April 22 (Bloomberg) -- President Barack Obama said his administration is taking steps to begin leasing tracts off U.S. shores for electricity-generation projects using wind and ocean currents.

The president said the initiative will open the way to “major investments” in projects on the Outer Continental Shelf and that interest already is high in putting wind-power turbines off the coasts of New Jersey and Delaware. He also said he will continue pursuing a “market-based cap” for emissions of carbon dioxide, a gas linked to climate change.

“The nation that leads the world in creating new sources of clean energy will be the nation that leads the 21st century global economy,” Obama said in Newton, Iowa. “America must be that nation.”

Obama delivered his Earth Day message in a central Iowa town that is trying to rebound from the loss of traditional manufacturing jobs by replacing them with work tied to alternative energy. The president, in promoting his budget plans, ties the goal of greater energy production with building a sustained economic recovery.

The president toured a plant operated by Trinity Structural Towers Inc. in Newton, Iowa, where workers fabricate towers for wind turbines. The facility once housed operations of Maytag Corp., which had had its headquarters in Newton for almost 100 years before it was closed in 2006 following a takeover by Benton Harbor, Michigan-based Whirlpool Corp.

Jobs and Energy

Obama said such turbines could generate as much as 20 percent of U.S. electricity by 2030, creating 250,000 jobs.

“The choice we face is not between saving our environment and saving our economy; it’s a choice between prosperity and decline,” he said.

Interior Secretary Ken Salazar said in February he would seek to expedite rulemaking for renewable projects on the Outer Continental Shelf as part of the administration’s review of offshore energy production.
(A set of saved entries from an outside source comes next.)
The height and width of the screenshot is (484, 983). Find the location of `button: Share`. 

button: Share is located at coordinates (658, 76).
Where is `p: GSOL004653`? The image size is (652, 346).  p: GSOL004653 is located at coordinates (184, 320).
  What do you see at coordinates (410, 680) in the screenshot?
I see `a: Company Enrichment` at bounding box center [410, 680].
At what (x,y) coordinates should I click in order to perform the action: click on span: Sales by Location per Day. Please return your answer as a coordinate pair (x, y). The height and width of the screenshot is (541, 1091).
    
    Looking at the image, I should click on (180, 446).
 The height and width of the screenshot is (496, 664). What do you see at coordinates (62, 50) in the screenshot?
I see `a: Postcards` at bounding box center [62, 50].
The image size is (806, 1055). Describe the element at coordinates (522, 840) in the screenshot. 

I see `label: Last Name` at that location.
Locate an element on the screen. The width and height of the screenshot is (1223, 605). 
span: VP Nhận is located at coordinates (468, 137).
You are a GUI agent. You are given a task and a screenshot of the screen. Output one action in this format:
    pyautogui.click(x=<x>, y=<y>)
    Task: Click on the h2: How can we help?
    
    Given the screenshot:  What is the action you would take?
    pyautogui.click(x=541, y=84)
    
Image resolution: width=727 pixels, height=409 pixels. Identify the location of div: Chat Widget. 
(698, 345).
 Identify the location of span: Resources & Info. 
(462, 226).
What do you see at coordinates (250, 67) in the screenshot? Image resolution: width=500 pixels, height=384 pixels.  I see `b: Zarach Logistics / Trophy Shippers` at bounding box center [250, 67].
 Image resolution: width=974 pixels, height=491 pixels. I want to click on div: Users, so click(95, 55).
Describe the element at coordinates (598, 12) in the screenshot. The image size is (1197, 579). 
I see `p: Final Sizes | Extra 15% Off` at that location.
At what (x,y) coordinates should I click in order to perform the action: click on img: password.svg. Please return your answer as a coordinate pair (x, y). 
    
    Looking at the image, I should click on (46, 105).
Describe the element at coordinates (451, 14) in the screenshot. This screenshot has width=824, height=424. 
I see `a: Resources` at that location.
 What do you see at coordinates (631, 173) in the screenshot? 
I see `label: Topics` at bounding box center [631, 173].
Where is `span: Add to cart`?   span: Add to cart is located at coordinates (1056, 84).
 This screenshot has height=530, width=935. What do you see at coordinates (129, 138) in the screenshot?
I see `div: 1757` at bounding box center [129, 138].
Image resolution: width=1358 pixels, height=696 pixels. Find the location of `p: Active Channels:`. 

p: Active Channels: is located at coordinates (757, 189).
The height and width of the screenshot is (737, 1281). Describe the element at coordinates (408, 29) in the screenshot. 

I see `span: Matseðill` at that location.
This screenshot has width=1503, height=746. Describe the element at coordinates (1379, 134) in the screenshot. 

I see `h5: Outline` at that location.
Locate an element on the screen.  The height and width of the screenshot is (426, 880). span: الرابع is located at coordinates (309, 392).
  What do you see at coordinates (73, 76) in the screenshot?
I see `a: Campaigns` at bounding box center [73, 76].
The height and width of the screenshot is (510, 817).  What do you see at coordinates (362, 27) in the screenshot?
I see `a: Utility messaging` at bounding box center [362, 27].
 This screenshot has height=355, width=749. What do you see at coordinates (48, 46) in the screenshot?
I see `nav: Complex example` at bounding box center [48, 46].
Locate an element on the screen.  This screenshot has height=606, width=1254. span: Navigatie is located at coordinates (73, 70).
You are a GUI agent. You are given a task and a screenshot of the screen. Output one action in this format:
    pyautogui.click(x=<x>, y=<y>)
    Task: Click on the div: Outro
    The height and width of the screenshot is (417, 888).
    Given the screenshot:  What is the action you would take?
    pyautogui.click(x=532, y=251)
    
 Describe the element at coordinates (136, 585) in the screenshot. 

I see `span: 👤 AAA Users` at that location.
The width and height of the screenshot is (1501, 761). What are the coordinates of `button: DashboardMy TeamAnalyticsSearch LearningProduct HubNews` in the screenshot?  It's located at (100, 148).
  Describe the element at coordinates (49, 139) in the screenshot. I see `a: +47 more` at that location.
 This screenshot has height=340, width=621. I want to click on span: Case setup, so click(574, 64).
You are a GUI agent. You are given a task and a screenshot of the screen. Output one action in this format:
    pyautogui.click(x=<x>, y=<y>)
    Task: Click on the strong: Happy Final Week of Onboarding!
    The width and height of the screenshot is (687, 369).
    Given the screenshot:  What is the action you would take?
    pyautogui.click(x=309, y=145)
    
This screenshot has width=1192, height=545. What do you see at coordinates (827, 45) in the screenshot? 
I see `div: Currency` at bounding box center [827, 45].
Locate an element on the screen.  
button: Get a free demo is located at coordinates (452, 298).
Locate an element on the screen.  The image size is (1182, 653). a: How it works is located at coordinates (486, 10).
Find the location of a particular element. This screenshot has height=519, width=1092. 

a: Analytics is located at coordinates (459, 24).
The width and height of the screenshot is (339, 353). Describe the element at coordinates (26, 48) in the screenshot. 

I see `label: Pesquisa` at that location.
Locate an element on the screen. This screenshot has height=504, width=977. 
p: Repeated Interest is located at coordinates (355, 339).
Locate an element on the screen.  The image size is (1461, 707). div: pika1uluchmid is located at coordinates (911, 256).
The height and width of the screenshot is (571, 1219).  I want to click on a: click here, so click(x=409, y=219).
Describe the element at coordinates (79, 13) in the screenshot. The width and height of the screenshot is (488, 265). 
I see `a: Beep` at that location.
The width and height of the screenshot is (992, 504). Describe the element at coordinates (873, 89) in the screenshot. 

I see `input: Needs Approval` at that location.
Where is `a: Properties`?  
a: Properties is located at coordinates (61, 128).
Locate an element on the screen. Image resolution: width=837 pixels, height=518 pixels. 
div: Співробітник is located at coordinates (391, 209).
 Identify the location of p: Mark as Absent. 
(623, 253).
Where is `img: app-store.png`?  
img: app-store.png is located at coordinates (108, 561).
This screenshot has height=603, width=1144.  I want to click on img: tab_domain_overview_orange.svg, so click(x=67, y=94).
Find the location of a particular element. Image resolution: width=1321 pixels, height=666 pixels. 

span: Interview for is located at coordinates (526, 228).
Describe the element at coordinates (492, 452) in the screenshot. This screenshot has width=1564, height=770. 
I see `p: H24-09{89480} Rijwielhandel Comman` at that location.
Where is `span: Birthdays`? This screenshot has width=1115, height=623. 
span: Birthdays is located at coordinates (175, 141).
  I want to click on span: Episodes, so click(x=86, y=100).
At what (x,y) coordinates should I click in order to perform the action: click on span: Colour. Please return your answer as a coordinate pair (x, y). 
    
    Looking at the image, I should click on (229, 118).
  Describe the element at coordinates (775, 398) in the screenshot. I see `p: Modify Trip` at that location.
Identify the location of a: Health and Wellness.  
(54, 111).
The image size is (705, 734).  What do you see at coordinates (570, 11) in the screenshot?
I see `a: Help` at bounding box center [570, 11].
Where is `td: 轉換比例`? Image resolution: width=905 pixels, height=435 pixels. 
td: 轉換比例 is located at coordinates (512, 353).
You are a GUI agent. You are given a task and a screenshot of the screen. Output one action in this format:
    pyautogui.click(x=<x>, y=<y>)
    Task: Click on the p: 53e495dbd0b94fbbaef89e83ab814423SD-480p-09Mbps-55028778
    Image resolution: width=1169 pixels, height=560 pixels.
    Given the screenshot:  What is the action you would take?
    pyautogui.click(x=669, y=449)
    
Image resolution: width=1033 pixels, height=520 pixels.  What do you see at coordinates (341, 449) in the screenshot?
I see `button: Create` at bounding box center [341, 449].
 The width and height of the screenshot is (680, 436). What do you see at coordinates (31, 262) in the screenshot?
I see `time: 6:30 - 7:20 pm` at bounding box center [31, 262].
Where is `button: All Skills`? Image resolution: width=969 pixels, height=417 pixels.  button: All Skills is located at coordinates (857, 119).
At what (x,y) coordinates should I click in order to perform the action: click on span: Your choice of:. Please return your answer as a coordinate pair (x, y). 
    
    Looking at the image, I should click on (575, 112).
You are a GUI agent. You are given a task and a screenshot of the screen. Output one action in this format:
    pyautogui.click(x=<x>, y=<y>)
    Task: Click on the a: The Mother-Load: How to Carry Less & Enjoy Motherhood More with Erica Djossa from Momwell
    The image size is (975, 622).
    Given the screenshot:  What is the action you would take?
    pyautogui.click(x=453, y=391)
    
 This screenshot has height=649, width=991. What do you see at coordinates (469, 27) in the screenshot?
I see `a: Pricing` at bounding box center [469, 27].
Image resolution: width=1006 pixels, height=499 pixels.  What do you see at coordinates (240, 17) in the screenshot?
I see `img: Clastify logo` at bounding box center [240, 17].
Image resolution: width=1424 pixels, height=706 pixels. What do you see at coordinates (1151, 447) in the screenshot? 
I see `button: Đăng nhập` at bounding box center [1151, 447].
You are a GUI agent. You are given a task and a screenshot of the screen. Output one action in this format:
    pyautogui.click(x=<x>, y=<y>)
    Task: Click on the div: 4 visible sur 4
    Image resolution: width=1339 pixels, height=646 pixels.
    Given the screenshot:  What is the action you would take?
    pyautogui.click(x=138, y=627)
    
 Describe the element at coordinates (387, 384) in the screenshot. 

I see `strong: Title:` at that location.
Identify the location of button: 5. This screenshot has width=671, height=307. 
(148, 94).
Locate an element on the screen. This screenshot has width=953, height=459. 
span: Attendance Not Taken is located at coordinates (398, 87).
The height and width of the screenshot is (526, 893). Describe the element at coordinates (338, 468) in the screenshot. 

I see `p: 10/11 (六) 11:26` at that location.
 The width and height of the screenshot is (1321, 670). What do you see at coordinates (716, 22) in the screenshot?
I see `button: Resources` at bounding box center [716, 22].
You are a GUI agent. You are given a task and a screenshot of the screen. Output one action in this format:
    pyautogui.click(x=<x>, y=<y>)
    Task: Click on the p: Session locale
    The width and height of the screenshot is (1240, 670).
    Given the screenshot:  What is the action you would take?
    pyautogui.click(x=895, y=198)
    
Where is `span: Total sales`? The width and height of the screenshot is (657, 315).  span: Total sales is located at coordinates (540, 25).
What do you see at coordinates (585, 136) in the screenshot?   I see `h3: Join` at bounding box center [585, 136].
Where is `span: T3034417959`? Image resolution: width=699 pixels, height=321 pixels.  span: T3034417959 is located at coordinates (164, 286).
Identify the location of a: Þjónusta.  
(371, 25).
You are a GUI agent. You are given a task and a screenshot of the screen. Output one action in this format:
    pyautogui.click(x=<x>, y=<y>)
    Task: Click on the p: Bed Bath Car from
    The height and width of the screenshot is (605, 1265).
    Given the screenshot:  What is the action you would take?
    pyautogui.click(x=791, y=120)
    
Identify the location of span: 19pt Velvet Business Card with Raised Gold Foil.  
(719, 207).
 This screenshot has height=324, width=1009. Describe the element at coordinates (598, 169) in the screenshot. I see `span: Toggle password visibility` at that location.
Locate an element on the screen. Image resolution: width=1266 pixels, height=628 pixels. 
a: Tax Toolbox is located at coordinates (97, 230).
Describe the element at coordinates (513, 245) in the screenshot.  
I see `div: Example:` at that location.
The areas off the Atlantic and Pacific coasts have the potential for 1,900 gigawatts of electricity, more than twice the nation’s current power capacity, according to the Interior Department. There is also potential power from wave and tidal projects offshore.

Lease Process

The framework announced today establishes a process for companies to get leases to develop offshore renewable resources as well as revenue-sharing methods for adjacent states.

Obama also said the country’s electricity grid needs to updated, though he is focusing the “bulk” of his energy policy on reducing America’s dependence on foreign oil and on cutting carbon pollution.

“This will not be easy, and there are no silver bullets. It will take a variety of energy sources, pursued through a variety of policies, to drastically reduce our dependence on oil and fossil fuels,” he said.

He cited the plight of General Motors Corp. and Chrysler LLC, which are facing a deadline to come up with a plan for financial viability to get more government loans.

“For automakers to succeed in the future, these companies need to build the cars of the future,” he said. That means creating incentives for them to develop more fuel-efficient vehicles and for Americans to drive them.

Carbon Caps

On the environment, Obama noted that his Environmental Protection Agency, acting in response to a Supreme Court ruling, determined that greenhouse gases pose a danger to the public.

The decision may spur regulation of General Motors Corp. and other automakers and utilities such as American Electric Power Co., as well as manufacturers led by chemical and steel makers. Obama said the best approach is through legislation that would create a market for emissions trading.

Obama has proposed creation of an emissions-trading system in his $3.6 trillion 2010 budget.

“By setting a cap, carbon pollution would become like a commodity. It would have a value as a limited resource,” he said. That would ultimately have the effect of making alternative energy sources more economically viable.